保昌 School
Hōshō is one of the five schools of the Yamato tradition, and it is the purest expression of masame-hada in all of nihontō. The other Yamato schools incline toward masame; Hōshō commits to it without reservation, a dead-straight, parallel grain that often runs unbroken into the bōshi and wraps around the mune. That consistency is the thing to carry away. Of the Yamato schools, only Hōshō gives you flawless masame every time.
History and lineage
The school worked in Yamato Province (modern Nara Prefecture) from the late Kamakura into the Nanbokuchō period, in the orbit of the great temples that patronised so much Yamato smithing. Its founder is recorded as Kunimitsu (the name is also read Sadamitsu), active around 1278. The principal smiths who follow him cluster in the first half of the fourteenth century, roughly 1317 to 1345: Sadayoshi, Sadamune, and Sadakiyo, with Sadaoki working somewhat later. As with the rest of the Yamato tradition, signed and reliably dated work is scarce, and the lineage is understood more through a shared body of attributed blades than through a documented master-to-pupil chain.
Identifying characteristics
The marquee tell is the hada: pure, straight masame, the cleanest and most consistent in the entire tradition. So committed is the school to this grain that masa-ware — openings that run along the line of the grain — are regarded as a school hallmark rather than as flaws, an important point when assessing condition. The grain frequently carries straight into the bōshi and wraps the mune, a feature that helps separate Hōshō from schools such as Tegai.
The hamon is a quiet suguha that follows the grain, animated by hotsure (a frayed, drawn-out habuchi) and uchinoke (small crescent-shaped activities), worked in nie and nioi. The bōshi is typically yakizume — running off without a turnback — often with hakikake, a swept, broom-like texture. The sugata shows a wide blade with shallow sori, a high shinogi and mitsu-mune, and a ko-kissaki; many surviving examples are ō-suriage, having lost their original signatures to shortening.
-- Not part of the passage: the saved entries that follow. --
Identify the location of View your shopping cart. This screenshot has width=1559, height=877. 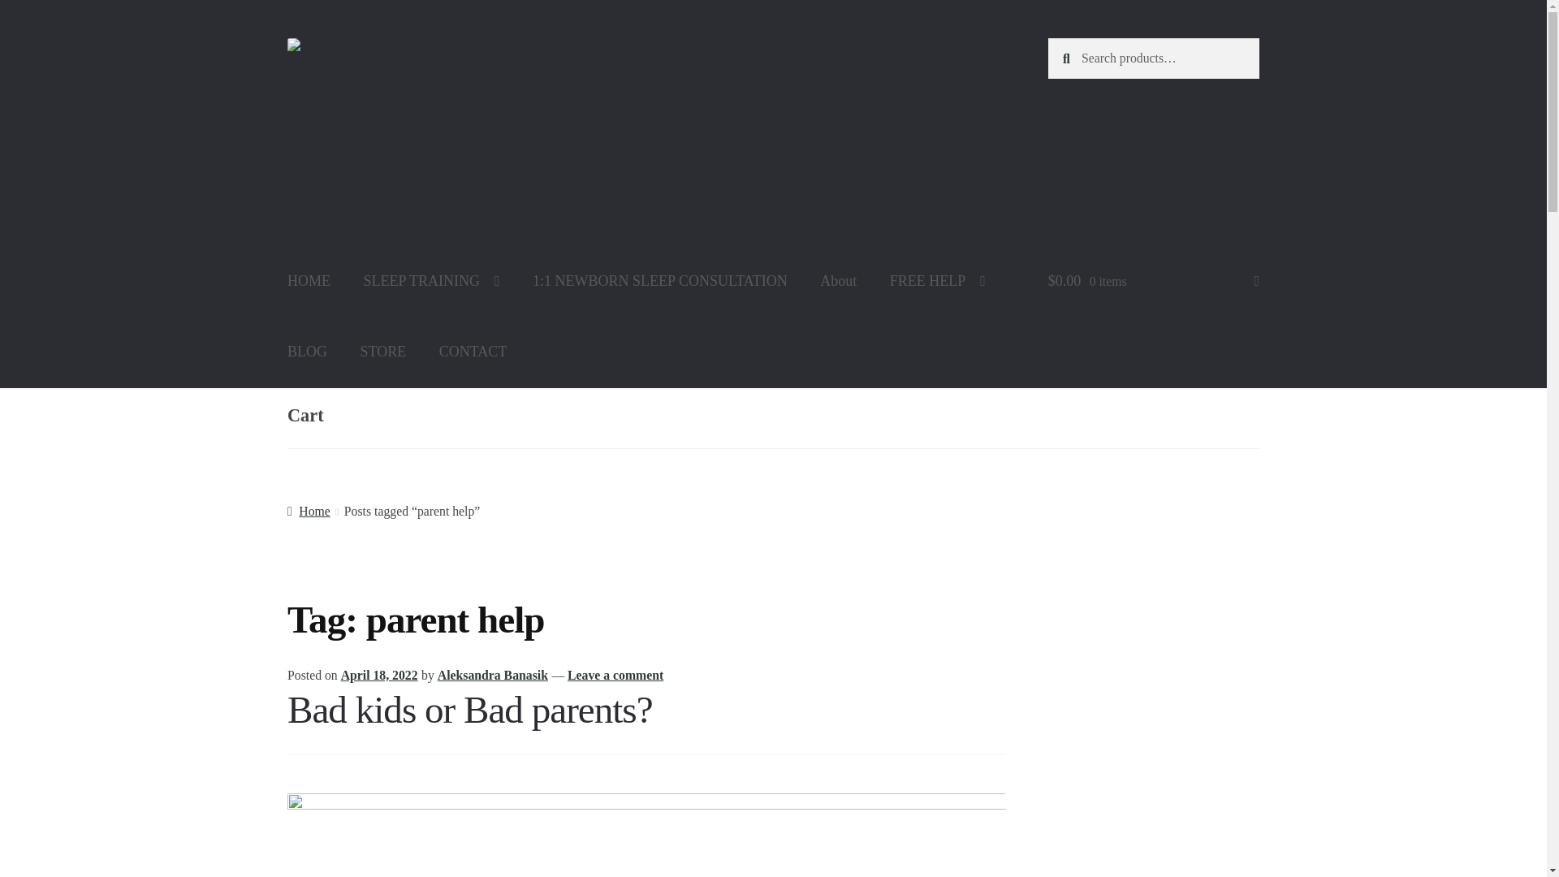
(1153, 281).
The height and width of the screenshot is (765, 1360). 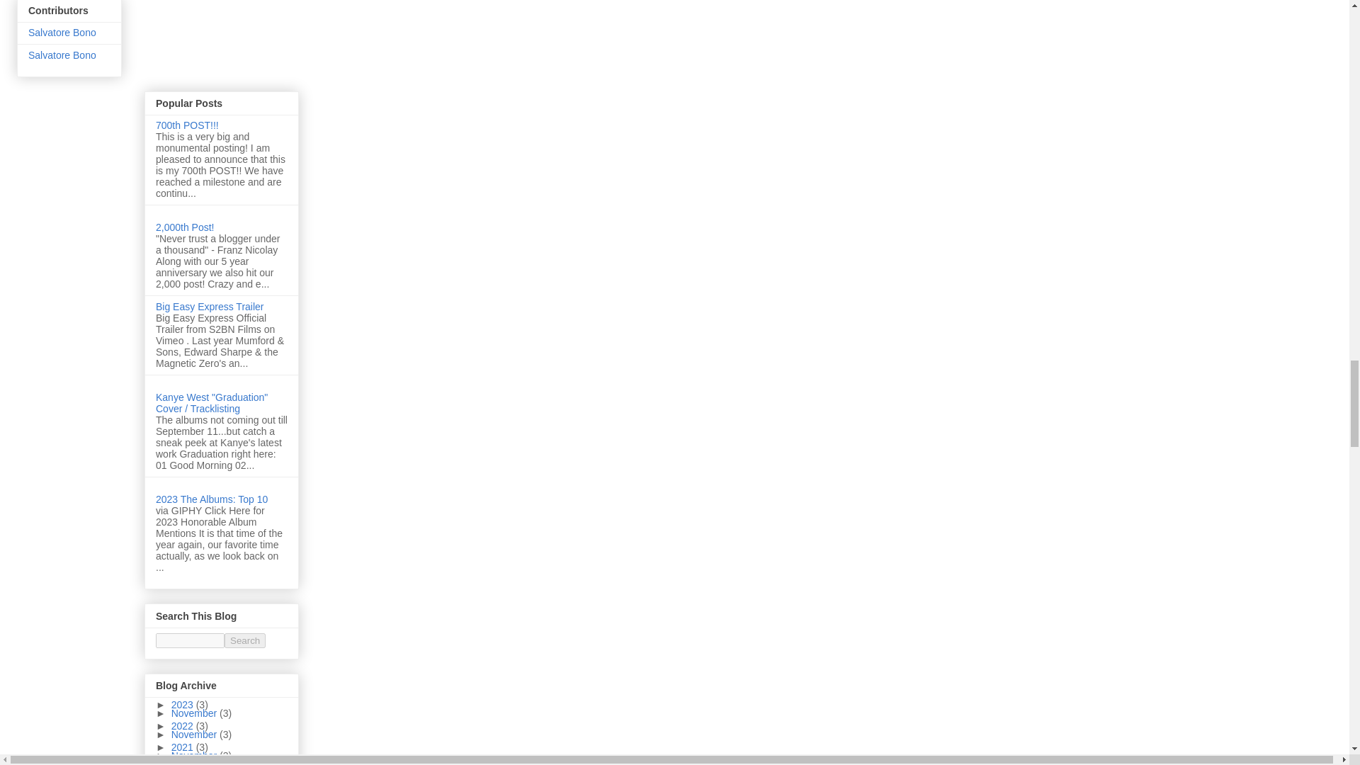 I want to click on 700th POST!!!, so click(x=187, y=125).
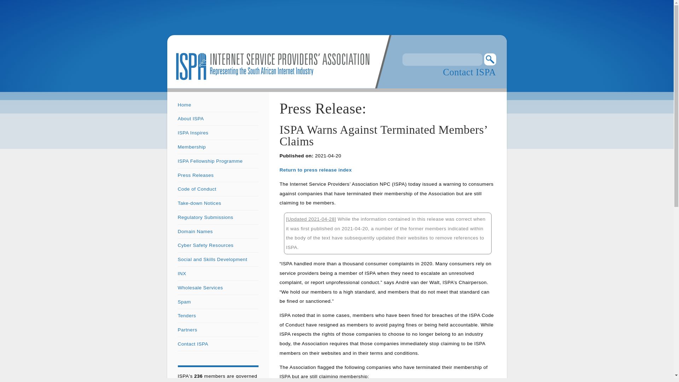 Image resolution: width=679 pixels, height=382 pixels. Describe the element at coordinates (184, 105) in the screenshot. I see `Home` at that location.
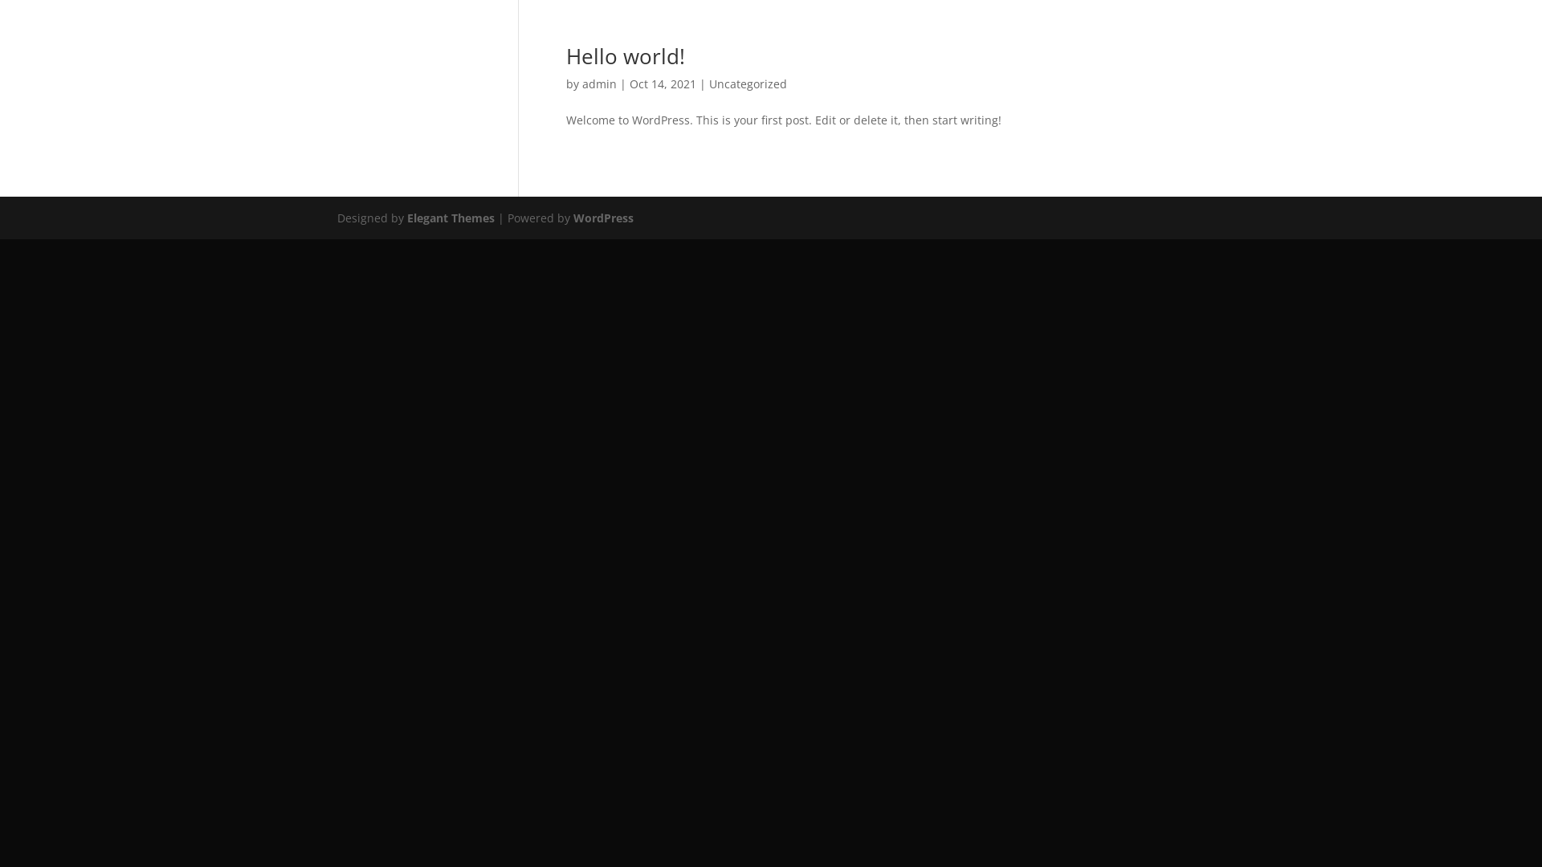 The image size is (1542, 867). Describe the element at coordinates (748, 84) in the screenshot. I see `Uncategorized` at that location.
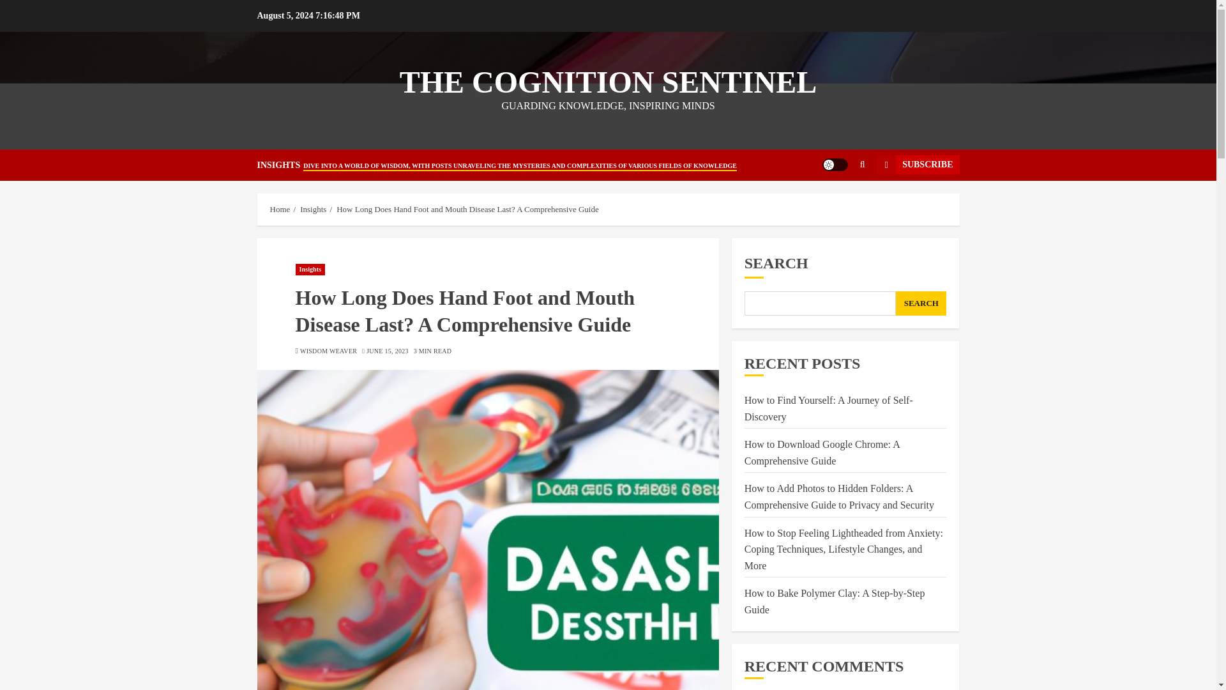  What do you see at coordinates (835, 602) in the screenshot?
I see `How to Bake Polymer Clay: A Step-by-Step Guide` at bounding box center [835, 602].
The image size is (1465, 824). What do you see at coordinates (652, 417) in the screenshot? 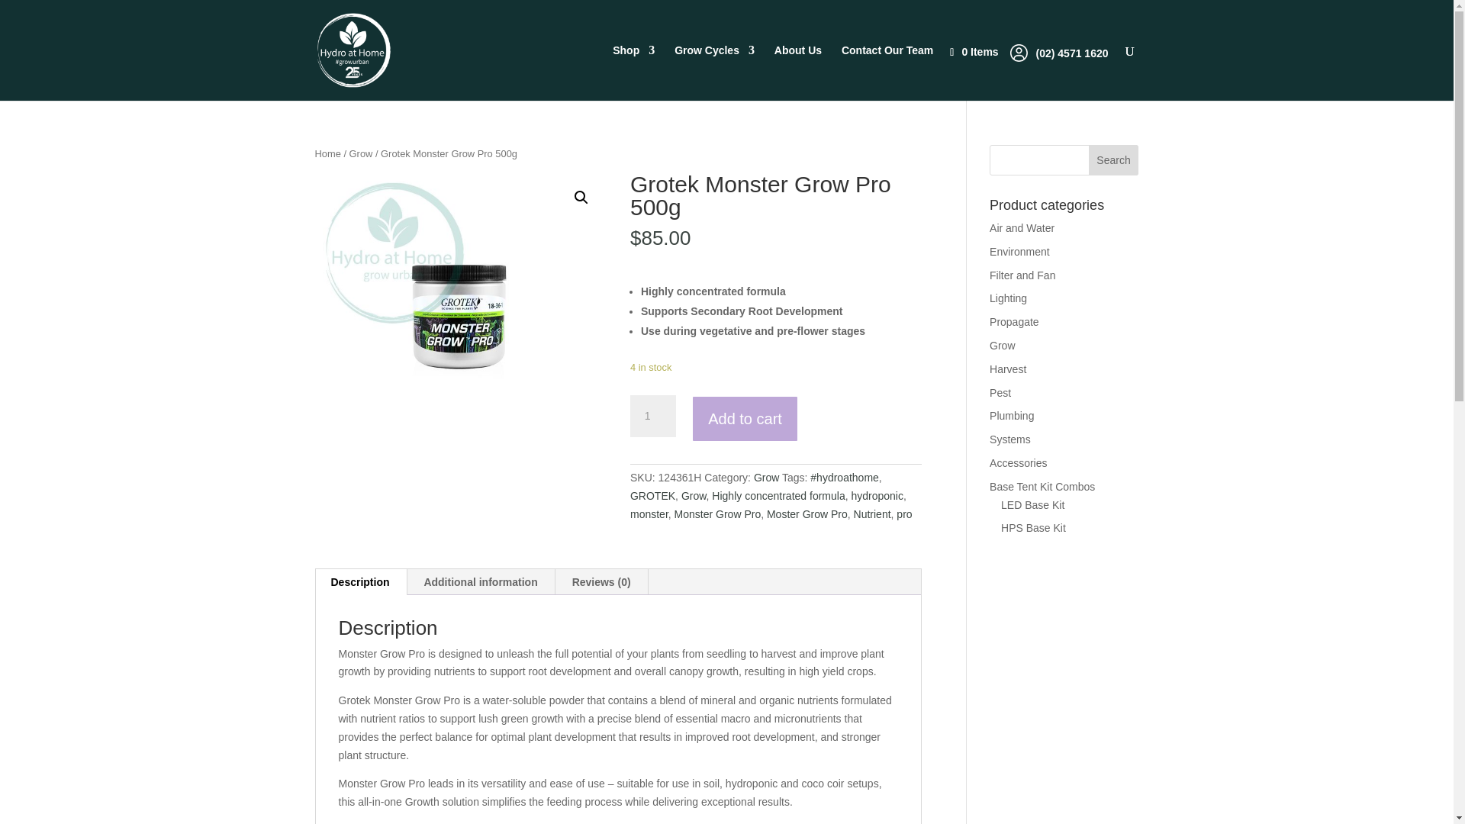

Why this matters for collectors
Two cautions deserve emphasis. First, the Yamato Hōshō Sadamune must not be confused with the Sōshū Hikoshirō Sadamune of the Sōshū tradition. It is a genuine kantei trap, since the names are identical in writing but the work could hardly be more different. Second, attribution to a named Hōshō smith should be approached with real caution. As Tanobe has observed, one should essentially never reach casually for “Hōshō Sadamune,” because authentic examples are vanishingly rare. The fair position is that Hōshō as a school attribution rests securely on the masame, while attribution to a specific smith carries a much heavier burden of proof. As elsewhere, NBTHK papers should carry the weight of any firm identification, and a school attribution from a non-specialist source deserves measured scepticism.
If you’re hunting for a Hōshō piece, we welcome enquiries. The best examples rarely surface on public listings.